Hardly a minute later, Isendrin lost all sense of direction. 

“They say bits of the city go missing at night,” said Menentor as he led them on.  “The streets reshape themselves as the mist comes in.  If you let your house out of sight, it will move, and you’ll never find it again.”

Isendrin wrapped a scarf over his nose, but the smog still stung his eyes.  He could hardly see twenty feet before him.  Narrow streets hemmed them in on either side, wooden planks above completing the trap.  There was another street above his head, above that, another, and a fourth in some places.  Pekderzhun was not a city, it was a hive.

“What’s to say your house hasn’t vanished?” he said.

“Nothing,” replied Menentor, “But in two years it hasn’t run away yet.”

“I fear this city is built on such nonsense,” said Temith.  “Backward superstition only harms a people.”

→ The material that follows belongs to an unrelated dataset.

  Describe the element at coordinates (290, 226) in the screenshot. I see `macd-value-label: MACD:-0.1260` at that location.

Menentor came to a halt, glancing around.  “I don’t mean this as a rebuke to you, friend Caphro,” he muttered, leaning in close.  “You should all listen.  Don’t speak ill of the Pekderzhi or their ways.  We’re only here for a night, and I’d rather not have the Temple peering at us.  Yes?”

Isendrin nodded, staring at Temith.  The Erluethan looked affronted.  He wasn’t a scholar, thought Isendrin.  He was a street preacher, a firebrand puritan masquerading as something better.  Imlon was a scholar.  Temith was a snake.

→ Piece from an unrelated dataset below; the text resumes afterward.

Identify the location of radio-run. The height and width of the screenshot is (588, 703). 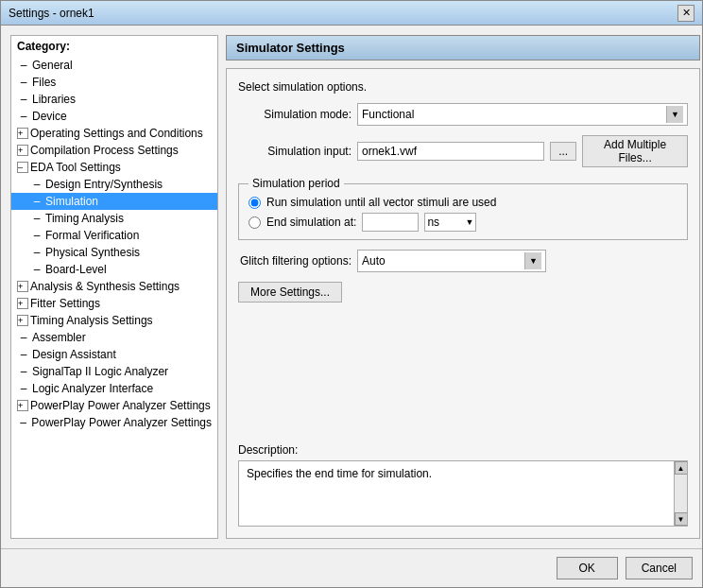
(255, 202).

The street widened until they came to what Isendrin assumed to be a square: he could not see the buildings on either side.  Great braziers intended to dispel the mist only served to singe it.  The slick air clung to the exile’s unshaved cheeks.

“Side ‘way!  Side ‘way!  Give room!”

A commotion came over the square at the shout, people dashing away from the noise.  A hand fell on his shoulder.

“Come away, come!”

Menentor pulled him back just in time: horses came cantering out of the mist, a sizeable train of them, ridden by black-cloaked ghosts.  Even in the mist, they looked out of place.  Isendrin caught a flash of silver needlework in the clothing and the horses were big plains animals, not the ponies and mules of the marsh.  The people around them cowered away.

“Temple men?” he said as the horsemen receded.

“No,” said Menentor.  “Anthornadians.  They’ve had an embassy here for a few weeks now.”

“Arcani,” said Temith through gritted teeth.

“Say nothing against the Pekderzhi,” said Menentor, “But you can defame the Anthornadians as much as you wish.  There is no love for them here, especially not in these last weeks.  Some speak of war.”

“There is no love for arcani anywhere,” said Temith.

Isendrin had to stop himself from replying.  True, Emmaressians had no liking of Anthornadians, but through ignorance, not knowledge.  Temith probably knew just as little of them as he did, but at least Isendrin knew when to stop his mouth.

Menentor hurried them onward.  After trudging through the darkening streets for twenty minutes or more, he led them through a tiny dripping passageway and into a little yard.  A dead brazier stood in the centre; the clothes strung above from the three tiers of dwellings were still visibly damp.  The pathfinder led them up the stairs to the top, opened an unassuming door, and led them inside.  A few gloomy shapes, faces perhaps, observed from behind as they entered.  Isendrin was glad to shut the door on them, despite the pitch black of the room.